Four weeks after the battle of Chickamauga, General Rosecrans sent Garfield on to Washington to report minutely to the War Department and to the President, the position, deeds, resources, etc., of the army at Chattanooga. In the mean time he had received the promotion of major-general "for gallant and meritorious services at the battle of Chickamauga;" and during the year previous, the Nineteenth Congressional District of Ohio had elected him as their representative to the Thirty-Eighth Congress.

Garfield's whole heart and soul were with the army, he would have preferred to serve his country on the field rather than in the halls of state; but when he expressed his desire to President Lincoln, the latter urged him to resign his commission and come to Congress. There were plenty of major-generals, he said, but able statesmen—like angels' visits—were few and far between.

It was universally believed, at this time, that the war was drawing to a close; and still another consideration that influenced Garfield in his decision was the fact that a voice in military legislation might be of great assistance to his comrades in arms. So, on the 5th of December, 1863, after three years of military life, he resigned his army commission with its high emoluments, for the poor pay and arduous work of a Congressman.

It is a little singular that he should have filled in Congress the very seat left vacant by the death of Joshua R. Giddings, his boyhood's hero. Did the mantle of this brave Elijah fall upon him, too, I wonder?

Upon his arrival at Washington, Garfield, with his characteristic energy and perseverance, began a thorough course of study upon all topics with which he might have to deal, giving especial attention to commerce, manufactures, finance, the tariff, taxation, and international law. Every spare moment was turned to the best account; an intimate friend says he was seldom seen without a book in his hand, or in his pocket.

Both by nature and education, Garfield seemed specially endowed for the office of a public speaker. He had a ready flow of language that practice in debating clubs, the teacher's desk, at the bar, and in the pulpit had rendered apt, pointed, and polished. His tall, massive figure, powerful voice, and dignified manner gave additional weight to every word that fell from his lips, while his fine scholarship, extensive reading and wonderful memory furnished an inexhaustible "reserve fund" of illustration and imagery. But above all and through all, was the vital power of a warm, sympathetic, generous heart.

"His moral character," writes President Hinsdale, "was the fit crown to his physical and intellectual nature. No man had a kinder heart or a purer mind. Naturally, and without conscious plan or effort, he drew men to him as the magnet the iron filings."

He had been the youngest man in the Ohio senate, the youngest brigadier-general, and now, at the age of thirty-two, he was found to be the youngest member of the House of Representatives. To make his mark among so many brilliant intellects, so many fine orators, so many old and well-tried statesmen, as graced the legislation halls of the nation at that critical period of our history, required in the young and then almost unknown congressman "a peculiar combination of strong talents and intellectual acuteness."

One secret of his success lay in his "genius for hard work." He was not one to take ideas at second-hand; he was never satisfied until he had sifted the subject in hand to the very bottom, and when once assured of the truth and right of any matter, no power on earth could move him.

"Comparatively few men or women," he said one day to a friend, "take the trouble to think for themselves. Most people frame their opinions from what they read or hear others say. I noticed this in early life, but never saw the evil of it until I went to Congress."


REQUIRED ACTION:
Pull each line holding "boxes" out of the entries below.

★ ★ ★ ★ ★ ★ ★

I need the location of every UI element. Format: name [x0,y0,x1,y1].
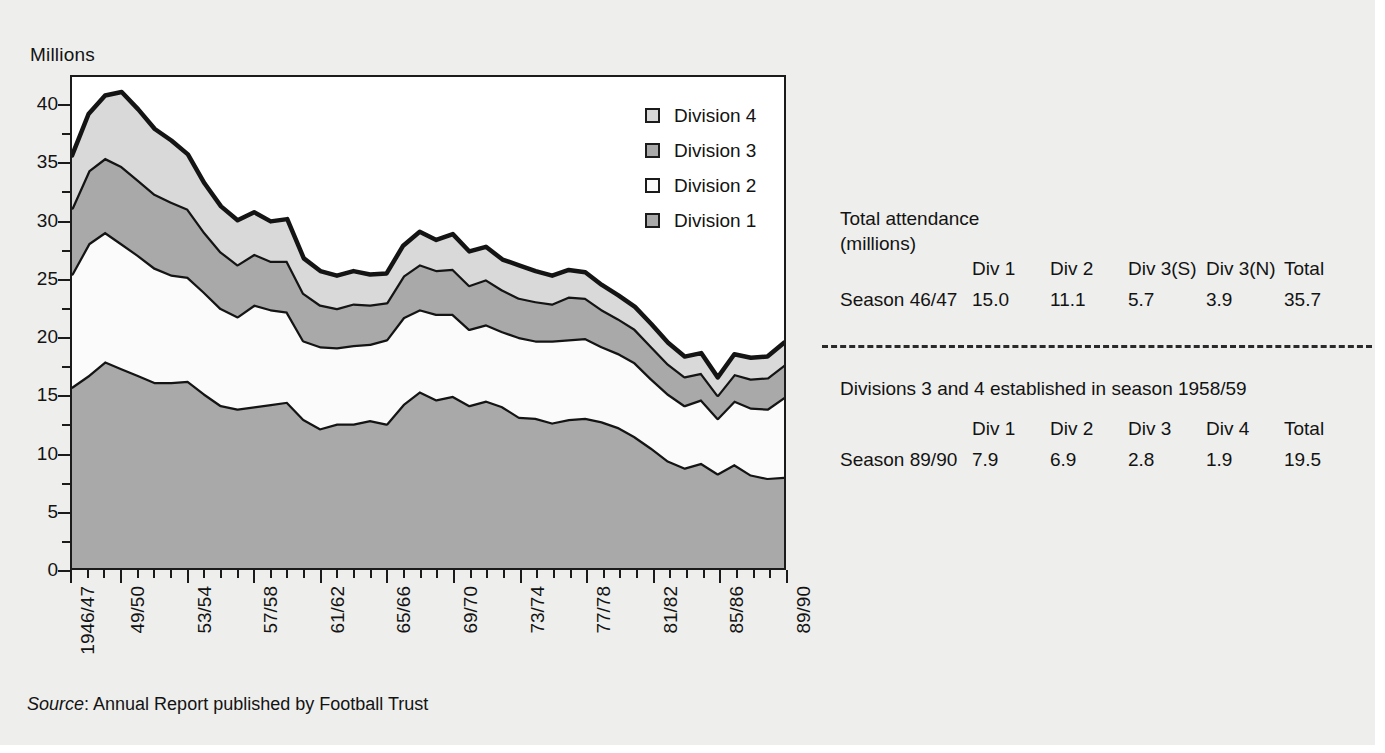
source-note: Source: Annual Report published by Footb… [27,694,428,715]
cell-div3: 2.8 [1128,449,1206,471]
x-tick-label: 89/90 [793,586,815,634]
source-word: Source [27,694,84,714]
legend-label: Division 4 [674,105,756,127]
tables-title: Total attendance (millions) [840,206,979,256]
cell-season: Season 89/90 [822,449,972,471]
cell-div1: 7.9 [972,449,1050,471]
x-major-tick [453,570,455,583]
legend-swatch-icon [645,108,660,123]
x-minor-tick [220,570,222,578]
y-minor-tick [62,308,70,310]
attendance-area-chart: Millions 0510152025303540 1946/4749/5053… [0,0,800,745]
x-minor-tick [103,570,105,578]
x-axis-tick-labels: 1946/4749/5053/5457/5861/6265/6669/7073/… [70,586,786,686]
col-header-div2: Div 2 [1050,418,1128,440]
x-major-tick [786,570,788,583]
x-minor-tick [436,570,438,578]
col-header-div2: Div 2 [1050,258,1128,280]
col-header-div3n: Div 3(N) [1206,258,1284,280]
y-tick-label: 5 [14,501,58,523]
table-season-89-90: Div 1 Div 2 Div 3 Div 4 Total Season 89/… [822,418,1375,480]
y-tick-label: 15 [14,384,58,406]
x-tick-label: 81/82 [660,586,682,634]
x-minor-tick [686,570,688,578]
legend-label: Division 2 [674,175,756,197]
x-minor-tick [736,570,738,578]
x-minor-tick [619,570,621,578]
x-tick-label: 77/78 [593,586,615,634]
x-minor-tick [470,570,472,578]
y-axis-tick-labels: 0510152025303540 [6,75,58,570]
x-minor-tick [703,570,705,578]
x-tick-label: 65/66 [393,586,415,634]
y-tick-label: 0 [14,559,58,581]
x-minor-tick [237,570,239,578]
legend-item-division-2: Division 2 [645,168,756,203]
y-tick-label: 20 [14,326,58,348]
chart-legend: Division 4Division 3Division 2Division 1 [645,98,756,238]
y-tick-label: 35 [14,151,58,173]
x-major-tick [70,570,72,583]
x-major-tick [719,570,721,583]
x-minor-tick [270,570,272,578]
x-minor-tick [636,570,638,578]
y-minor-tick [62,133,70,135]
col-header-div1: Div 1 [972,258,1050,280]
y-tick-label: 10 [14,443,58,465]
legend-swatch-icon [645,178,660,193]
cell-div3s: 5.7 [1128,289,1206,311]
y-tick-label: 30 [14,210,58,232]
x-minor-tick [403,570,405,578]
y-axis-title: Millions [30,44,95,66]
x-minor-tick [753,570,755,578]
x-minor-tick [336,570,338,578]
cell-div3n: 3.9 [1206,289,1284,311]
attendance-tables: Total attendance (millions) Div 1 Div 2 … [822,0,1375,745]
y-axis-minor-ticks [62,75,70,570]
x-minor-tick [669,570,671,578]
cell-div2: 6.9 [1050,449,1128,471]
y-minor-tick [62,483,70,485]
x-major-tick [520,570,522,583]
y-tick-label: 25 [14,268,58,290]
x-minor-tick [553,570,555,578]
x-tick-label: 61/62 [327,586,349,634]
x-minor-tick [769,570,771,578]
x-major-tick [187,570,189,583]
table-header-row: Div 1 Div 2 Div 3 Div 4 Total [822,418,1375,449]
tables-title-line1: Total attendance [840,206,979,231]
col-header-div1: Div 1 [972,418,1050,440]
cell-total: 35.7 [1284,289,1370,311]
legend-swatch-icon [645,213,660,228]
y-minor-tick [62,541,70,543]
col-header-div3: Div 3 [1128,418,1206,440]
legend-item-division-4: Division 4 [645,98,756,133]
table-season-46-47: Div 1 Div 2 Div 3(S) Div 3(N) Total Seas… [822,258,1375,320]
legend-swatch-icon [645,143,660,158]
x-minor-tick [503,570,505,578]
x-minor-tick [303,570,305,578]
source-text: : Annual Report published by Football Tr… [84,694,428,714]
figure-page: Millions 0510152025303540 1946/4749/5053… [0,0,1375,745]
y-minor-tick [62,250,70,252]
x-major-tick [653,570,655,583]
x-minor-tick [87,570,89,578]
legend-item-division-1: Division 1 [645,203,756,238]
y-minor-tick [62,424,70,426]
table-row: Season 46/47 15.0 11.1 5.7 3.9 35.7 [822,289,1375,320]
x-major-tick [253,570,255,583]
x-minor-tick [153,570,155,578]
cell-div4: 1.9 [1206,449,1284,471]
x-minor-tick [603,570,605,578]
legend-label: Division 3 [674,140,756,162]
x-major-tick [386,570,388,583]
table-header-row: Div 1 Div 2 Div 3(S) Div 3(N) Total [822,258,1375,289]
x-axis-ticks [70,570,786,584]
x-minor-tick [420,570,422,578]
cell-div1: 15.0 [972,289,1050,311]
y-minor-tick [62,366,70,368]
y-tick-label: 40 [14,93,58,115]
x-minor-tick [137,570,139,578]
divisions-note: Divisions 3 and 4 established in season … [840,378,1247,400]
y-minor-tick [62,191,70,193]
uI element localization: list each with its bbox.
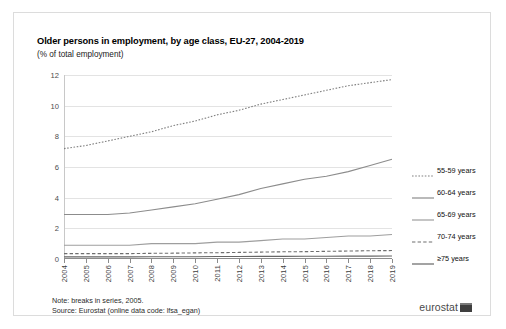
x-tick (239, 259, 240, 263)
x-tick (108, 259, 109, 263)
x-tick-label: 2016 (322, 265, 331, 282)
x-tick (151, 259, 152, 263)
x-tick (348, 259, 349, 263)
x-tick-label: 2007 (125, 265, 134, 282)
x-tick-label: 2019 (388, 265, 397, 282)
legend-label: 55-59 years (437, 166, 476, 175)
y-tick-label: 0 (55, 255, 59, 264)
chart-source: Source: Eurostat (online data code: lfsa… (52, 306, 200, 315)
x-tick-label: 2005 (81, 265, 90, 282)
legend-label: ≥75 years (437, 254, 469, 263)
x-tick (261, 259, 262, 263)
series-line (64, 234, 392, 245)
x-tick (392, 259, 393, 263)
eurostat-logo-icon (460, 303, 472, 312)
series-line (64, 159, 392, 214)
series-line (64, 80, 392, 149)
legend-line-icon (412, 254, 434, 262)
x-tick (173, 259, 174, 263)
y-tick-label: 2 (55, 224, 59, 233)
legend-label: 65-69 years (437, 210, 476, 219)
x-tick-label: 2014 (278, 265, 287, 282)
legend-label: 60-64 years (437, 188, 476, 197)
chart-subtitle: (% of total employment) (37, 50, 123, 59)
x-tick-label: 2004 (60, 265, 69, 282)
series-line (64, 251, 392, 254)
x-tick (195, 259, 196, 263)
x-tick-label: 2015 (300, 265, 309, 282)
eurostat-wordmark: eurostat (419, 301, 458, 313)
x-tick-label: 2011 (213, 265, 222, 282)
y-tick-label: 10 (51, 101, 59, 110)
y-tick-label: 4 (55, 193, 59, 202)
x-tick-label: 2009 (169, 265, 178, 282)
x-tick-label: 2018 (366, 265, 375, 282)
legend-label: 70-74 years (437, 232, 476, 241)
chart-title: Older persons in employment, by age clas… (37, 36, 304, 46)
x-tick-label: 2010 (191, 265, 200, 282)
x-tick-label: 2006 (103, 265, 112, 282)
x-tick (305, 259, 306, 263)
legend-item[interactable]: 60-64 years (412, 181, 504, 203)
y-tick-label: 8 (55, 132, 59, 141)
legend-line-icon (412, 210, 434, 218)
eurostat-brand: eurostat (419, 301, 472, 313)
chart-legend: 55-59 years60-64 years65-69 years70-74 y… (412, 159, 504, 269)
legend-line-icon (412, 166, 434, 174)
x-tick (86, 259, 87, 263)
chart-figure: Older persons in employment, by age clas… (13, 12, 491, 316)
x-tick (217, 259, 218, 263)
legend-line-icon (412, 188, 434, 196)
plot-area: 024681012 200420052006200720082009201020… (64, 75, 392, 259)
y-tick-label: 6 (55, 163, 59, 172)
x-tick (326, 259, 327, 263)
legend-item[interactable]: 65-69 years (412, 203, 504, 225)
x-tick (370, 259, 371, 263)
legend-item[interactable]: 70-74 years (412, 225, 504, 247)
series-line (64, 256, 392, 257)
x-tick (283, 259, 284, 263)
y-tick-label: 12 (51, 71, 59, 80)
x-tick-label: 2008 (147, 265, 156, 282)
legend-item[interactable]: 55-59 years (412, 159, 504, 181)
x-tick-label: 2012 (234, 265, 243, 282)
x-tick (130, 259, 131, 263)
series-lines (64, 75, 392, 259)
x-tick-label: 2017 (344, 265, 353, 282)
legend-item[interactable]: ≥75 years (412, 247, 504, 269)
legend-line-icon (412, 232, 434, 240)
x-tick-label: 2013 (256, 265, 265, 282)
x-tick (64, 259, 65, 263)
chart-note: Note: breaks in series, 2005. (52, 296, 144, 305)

★ ★ ★ ★ ★ ★ ★

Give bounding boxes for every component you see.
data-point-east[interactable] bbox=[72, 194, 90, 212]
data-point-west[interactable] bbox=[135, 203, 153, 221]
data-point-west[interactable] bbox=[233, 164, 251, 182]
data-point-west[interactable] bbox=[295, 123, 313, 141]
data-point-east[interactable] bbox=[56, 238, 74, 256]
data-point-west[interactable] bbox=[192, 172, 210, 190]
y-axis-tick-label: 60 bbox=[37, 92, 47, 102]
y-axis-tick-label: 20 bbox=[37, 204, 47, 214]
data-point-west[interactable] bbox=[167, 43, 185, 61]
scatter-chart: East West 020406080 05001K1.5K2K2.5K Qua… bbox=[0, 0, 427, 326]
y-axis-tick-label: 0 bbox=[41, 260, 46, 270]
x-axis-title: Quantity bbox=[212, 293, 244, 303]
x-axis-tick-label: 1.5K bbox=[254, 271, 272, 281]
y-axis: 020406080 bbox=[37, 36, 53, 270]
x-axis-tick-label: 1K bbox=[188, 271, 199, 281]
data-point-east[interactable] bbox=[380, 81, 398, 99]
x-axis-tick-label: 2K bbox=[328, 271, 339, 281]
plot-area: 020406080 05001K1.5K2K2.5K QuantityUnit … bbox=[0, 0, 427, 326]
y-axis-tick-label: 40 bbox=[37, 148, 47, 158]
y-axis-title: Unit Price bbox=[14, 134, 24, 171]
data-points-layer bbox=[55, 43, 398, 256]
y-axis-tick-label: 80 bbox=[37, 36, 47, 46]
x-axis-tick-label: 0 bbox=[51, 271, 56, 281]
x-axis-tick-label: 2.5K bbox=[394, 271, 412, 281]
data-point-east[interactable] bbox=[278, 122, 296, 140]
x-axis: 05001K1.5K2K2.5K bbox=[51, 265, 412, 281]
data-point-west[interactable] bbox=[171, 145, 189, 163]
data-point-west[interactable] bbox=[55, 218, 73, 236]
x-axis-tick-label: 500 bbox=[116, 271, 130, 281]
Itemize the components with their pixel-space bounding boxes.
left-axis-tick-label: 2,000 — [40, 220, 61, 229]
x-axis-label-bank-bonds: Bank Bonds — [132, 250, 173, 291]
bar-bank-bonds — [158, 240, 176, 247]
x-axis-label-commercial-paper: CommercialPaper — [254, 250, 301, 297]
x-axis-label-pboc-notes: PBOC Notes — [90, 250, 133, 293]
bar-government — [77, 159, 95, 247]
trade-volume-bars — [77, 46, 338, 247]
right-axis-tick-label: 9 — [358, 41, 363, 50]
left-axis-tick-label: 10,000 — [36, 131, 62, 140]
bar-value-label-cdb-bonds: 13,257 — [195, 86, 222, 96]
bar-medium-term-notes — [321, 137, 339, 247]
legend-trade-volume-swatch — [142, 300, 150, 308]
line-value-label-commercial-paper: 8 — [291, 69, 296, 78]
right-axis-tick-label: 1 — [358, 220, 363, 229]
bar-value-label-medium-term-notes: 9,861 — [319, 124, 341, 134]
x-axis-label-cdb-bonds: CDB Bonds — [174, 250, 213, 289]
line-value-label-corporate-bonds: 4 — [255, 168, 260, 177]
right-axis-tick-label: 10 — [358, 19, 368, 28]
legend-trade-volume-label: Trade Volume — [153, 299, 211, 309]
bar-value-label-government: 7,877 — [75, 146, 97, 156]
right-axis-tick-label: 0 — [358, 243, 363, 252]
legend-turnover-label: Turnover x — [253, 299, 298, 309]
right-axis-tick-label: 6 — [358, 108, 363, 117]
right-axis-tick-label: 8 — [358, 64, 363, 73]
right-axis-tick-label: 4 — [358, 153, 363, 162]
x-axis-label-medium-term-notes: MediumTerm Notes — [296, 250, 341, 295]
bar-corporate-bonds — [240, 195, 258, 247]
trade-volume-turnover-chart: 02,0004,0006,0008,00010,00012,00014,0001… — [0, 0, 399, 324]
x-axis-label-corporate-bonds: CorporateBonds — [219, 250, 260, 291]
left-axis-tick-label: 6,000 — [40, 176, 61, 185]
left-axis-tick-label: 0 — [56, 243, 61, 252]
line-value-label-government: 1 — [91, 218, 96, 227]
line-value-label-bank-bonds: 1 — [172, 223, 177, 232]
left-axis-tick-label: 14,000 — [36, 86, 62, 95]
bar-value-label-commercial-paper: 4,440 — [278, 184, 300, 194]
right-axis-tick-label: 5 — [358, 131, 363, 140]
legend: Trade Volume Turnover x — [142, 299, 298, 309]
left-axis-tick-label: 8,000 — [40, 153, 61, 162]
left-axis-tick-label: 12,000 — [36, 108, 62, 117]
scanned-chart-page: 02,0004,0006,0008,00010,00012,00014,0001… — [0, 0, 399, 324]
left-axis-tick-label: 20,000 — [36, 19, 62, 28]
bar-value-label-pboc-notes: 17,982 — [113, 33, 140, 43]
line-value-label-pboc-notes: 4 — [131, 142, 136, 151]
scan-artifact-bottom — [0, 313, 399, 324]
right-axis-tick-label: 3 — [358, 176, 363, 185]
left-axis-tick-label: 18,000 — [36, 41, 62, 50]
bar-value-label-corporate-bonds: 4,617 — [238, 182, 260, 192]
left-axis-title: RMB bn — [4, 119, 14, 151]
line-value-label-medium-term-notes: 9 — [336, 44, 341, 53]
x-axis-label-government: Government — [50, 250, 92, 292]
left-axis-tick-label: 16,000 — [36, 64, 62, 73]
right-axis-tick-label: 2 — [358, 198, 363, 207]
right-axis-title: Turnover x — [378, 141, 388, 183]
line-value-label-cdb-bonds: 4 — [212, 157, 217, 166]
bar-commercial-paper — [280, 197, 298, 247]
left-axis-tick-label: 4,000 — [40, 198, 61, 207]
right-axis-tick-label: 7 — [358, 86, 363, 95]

★ ★ ★ ★ ★ ★ ★

THE COMPLETED TASK:
Give bounding boxes for every component you see.
Itemize the components with their pixel-space bounding boxes.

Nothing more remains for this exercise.